Tuesday, August 16, 2016

What book changed your life? Ann Hood talks about her sublime new novel THE BOOK THAT MATTERS MOST, paring down a 700 page novel, the surprises of writing and so much more





I really think I first met Ann Hood back when she was a flight attendant. Really! I was reading a book and this beautiful woman strode by and she had on the most fabulous boots and she complimented my book and I showered love on her boots and I was sure, a year later, when her novel came out, that it was her! I have all of her novels, and I got to meet her (again) at a book fest, where she saved my life with Emergence-C and funny stories.

She's the author of Somewhere Off the Coast of Maine,  The Obituary Writer, The Knitting Circle, Knitting Yarns: Writers on Writing (editor), Comfort, The Red Thread, The Ornithologist's Guide to Life. She's also won two Pushcart Prizes, two Best American Food Writing Awards, Best American Spiritual Writing and Travel Writing Awards, and a Boston Public Library Literary Light Award. Publisher's Weekly calls her new novel, The Book That Matters Most "gripping and multifaceted," Library Journal calls it "Effortlessly readable," and even the sometimes cranky Kirkus raves, "She has a knack for dramatic revelation that feels natural, possibly because she is so skilled at knowing what to leave out. Whether or not they think of themselves as bookish, readers of all stripes will enjoy cycling through these characters' lives and discovering their shared, mysterious past."  About how we navigate life, loss, and the ties that are important to us, The Book that Matters Most--truly matters most.

Thank you, Ann for being here!



You’re so prolific and you’ve written so many wonderful books that I want to ask, how was writing this novel different from any of the others you’ve written? Did anything surprise you about it?

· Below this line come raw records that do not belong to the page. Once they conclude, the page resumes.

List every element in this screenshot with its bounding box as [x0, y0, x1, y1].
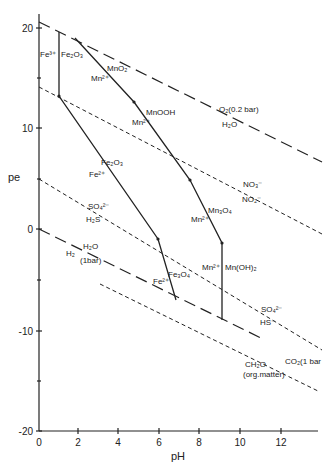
label-o2: O₂(0.2 bar) [219, 105, 259, 114]
label-mn2-b: Mn²⁺ [132, 118, 150, 127]
label-fe2o3-mid: Fe₂O₃ [101, 158, 123, 167]
label-mn3o4: Mn₃O₄ [208, 206, 232, 215]
label-mn2-c: Mn²⁺ [191, 215, 209, 224]
label-mno2: MnO₂ [107, 64, 127, 73]
label-h2: H₂ [66, 249, 75, 258]
y-tick-neg20: -20 [19, 426, 34, 437]
x-axis-label: pH [171, 450, 185, 462]
label-no2: NO₂⁻ [242, 195, 261, 204]
y-tick-20: 20 [22, 23, 34, 34]
no3-no2-line [39, 87, 322, 234]
o2-h2o-line [39, 22, 322, 162]
label-co2: CO₂(1 bar [285, 357, 321, 366]
x-tick-2: 2 [75, 437, 81, 448]
y-tick-10: 10 [22, 123, 34, 134]
label-mnooh: MnOOH [146, 108, 176, 117]
label-org-matter: (org.matter) [243, 370, 285, 379]
label-no3: NO₃⁻ [243, 180, 262, 189]
ch2o-co2-line [100, 284, 318, 391]
chart-canvas: 20 10 0 -10 -20 0 2 4 6 8 10 12 pH pe [0, 0, 336, 469]
boundary-lines [59, 32, 222, 320]
label-fe2-mid: Fe²⁺ [89, 170, 105, 179]
h2o-h2-line [39, 229, 265, 340]
label-ch2o: CH₂O [245, 360, 266, 369]
x-tick-4: 4 [115, 437, 121, 448]
label-so4-a: SO₄²⁻ [88, 202, 110, 211]
redox-lines [39, 87, 322, 391]
x-tick-6: 6 [156, 437, 162, 448]
y-axis-label: pe [8, 171, 20, 183]
y-tick-0: 0 [27, 224, 33, 235]
label-fe3: Fe³⁺ [40, 50, 56, 59]
label-h2o-top: H₂O [222, 120, 237, 129]
x-tick-8: 8 [196, 437, 202, 448]
water-lines [39, 22, 322, 340]
y-tick-neg10: -10 [19, 326, 34, 337]
label-mn2-d: Mn²⁺ [202, 263, 220, 272]
y-tick-labels: 20 10 0 -10 -20 [19, 23, 34, 437]
x-tick-labels: 0 2 4 6 8 10 12 [36, 437, 287, 448]
x-tick-10: 10 [234, 437, 246, 448]
label-fe2-low: Fe²⁺ [153, 277, 169, 286]
label-h2o-low: H₂O [83, 242, 98, 251]
pe-ph-diagram: 20 10 0 -10 -20 0 2 4 6 8 10 12 pH pe [0, 0, 336, 469]
label-mn2-a: Mn²⁺ [91, 74, 109, 83]
label-1bar: (1bar) [80, 256, 102, 265]
label-hs: HS⁻ [260, 318, 275, 327]
label-fe3o4: Fe₃O₄ [168, 270, 190, 279]
label-h2s: H₂S [86, 215, 100, 224]
label-fe2o3-top: Fe₂O₃ [61, 50, 83, 59]
x-tick-0: 0 [36, 437, 42, 448]
label-mnoh2: Mn(OH)₂ [225, 263, 257, 272]
species-labels: Fe³⁺ Fe₂O₃ MnO₂ Mn²⁺ MnOOH Mn²⁺ O₂(0.2 b… [40, 50, 321, 379]
label-so4-b: SO₄²⁻ [261, 305, 283, 314]
x-tick-12: 12 [275, 437, 287, 448]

This was one of the toughest novels I've ever written. If you can believe it, the original manuscript was over 700 pages! A lot of the revision was sharpening the scenes. I cut characters, changed the size and make up of the book club, changed the selections they read. And I read and reread a couple dozen novels so that I could both select the ones that best mirrored my plot and so that I could write a book club discussion about each.

Every novel I write surprises me in some way. I plan out the story pretty thoroughly but still I find surprises. There's always a point where I say: Oh! So that's not going to happen that way!

How did you go about choosing the books that were going to change your characters’ lives—and which came first, the book or the character? And did the book change as the characters changed?

I wrote the novel over five years, and for the first year or so anyone who had the misfortune of coming over to my house for dinner got asked what book mattered most to him or her and why. I was surprised by the consistency of the responses. From that master list I read all those novels and winnowed down to the ones in The Book That Matters Most. Two changed as I wrote. I dropped Atlas Shrugged for Slaughter House Five because I'd originally imagined the character as a kind of shut down business guy and he evolved into a sweet widower trying to get through grief. And I tried to fit in a Paulo Coelho novel but opted for One Hundred Years of Solitude instead. But Ava's choice came before I even began to write, and remained the same. Her story line never veered from what I thought at the start.

This novel is so much about the power and sustenance of real friendship, the kind that sits beside you and hands you a tissue for your tears—and the kind that celebrates something wonderful with you.  And it’s all presented so effortlessly. It’s clear that you love your characters, but how does that love get born?

I have been blessed with true friends, which for the person who was the weird outcast for most of my childhood never ceases to delight me. I think a writer must find the flaws in her characters in order to love them. Often I start there.

The book That Matters Most is also about secrets and how sometimes we can read—or write—them much better than we tell them. So, I’m curious, have you ever written a novel for someone in your life, a novel that was particular and personal to that person and that might have changed that person’s life?

 Wow! I don't know. I haven't intentionally started out to do that but certainly little crumbs of people I love at sprinkled throughout.

Which book matters most to you, Ann?

As one of the characters in the novel points out, different books matter most at different times in our lives. So I'll cheat and say Little Women, Marjorie Morningstar, The Great Gatsby, and Dinner at the Homesick Restaurant.


What’s obsessing you now and why?

Book clubs! I have a challenge to visit 60 between pub date and December 9 (my 60th birthday). Do you know any?